Intermittency in edge tokamak turbulence: theoretical analysis of transport properties

Y. Sarazin, Ph. Ghendrih, G. Attuel, S. Benkadda 1), P. Beyer 1), G. Falchetto, C. Figarella, X. Garbet

Association Euratom-CEA, DSM/DRFC Cadarache, 13108 St-Paul-Lez-Durance, France
1) UMR 6633 PIIM CNRS-Universite de Provence, 13397 Marseille Cedex 20, France

Characterising the transport dynamics in the Scrape-Off Layer (SOL) of tokamaks is especially important, since localised and transient outbursts may strongly modify both the recycling properties and the lifetime of plasma facing components. In this paper, turbulent transport is investigated in the SOL by means of a two-dimensional (flute modes) electrostatic code for interchange instability. With the assumption of constant electron temperature and cold ions, the code solves the continuity and charge conservation equations, involving the density and the electric potential. A particle source injects free energy into the system, which then relaxes with intermittent long range transport events called avalanches.
The transport intermittency is characterised by the probability distribution function (PDF) of the turbulent flux, which is skewed toward large outbursts and exhibits exponential tails. The PDF of density fluctuations, given the constraint of positive total density, can be fitted by a log-normal plot. Conversely, radial and poloidal E×B drifts have an almost symmetric PDF with a Gaussian shape. These statistical results are in good agreement with experimental observations in several tokamaks. Zonal flows (ZF) are found to reduce the intermittency in regulating the magnitude of avalanche-like events. Bursts then appear to be more frequent but smaller. The overall transverse turbulent transport significantly decreases in the presence of ZF, provided the parallel connection lengths L// are large enough. Indeed, due to Bohm-like parallel boundary conditions in the SOL, such a parameter governs the magnitude of electric potential fluctuations.

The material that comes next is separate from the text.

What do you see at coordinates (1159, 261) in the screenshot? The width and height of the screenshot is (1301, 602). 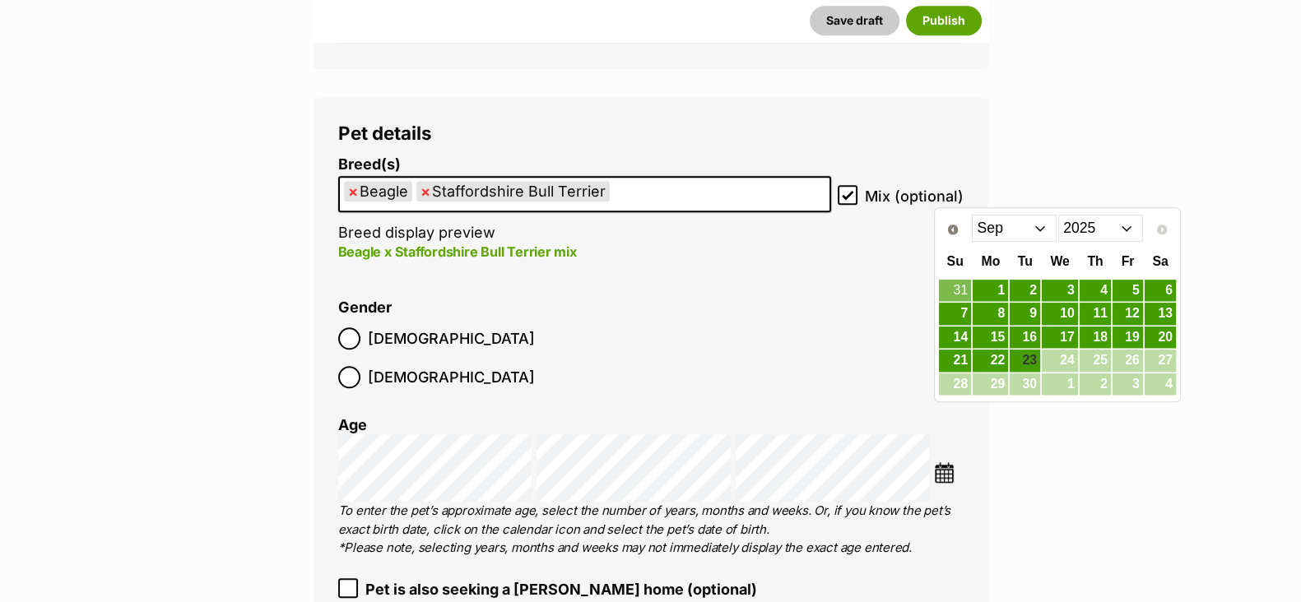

This complex dynamics leads to an exponential fall-off of the mean density profile. Intensive numerical simulations suggest the e-folding length scales like : λ∼L//2/3. This scaling departs from both a diffusion (λ∼L//1/2) and a convective transport (λ∼L//). A simple analysis of this profile in terms of diffusion-convection coefficients would however suggest a convective dominated transport. A transport barrier can be generated by imposing a poloidal (or toroidal) ring of bias potential localised radially. The induced poloidal velocity shear as well as the radial width of the ring appear to control the magnitude and the strength of the barrier. The latter can be quantified by generating large avalanches with a transient and poloidally localised source. Such a biasing would provide a mean to screen the wall of the main chamber from long range transport events.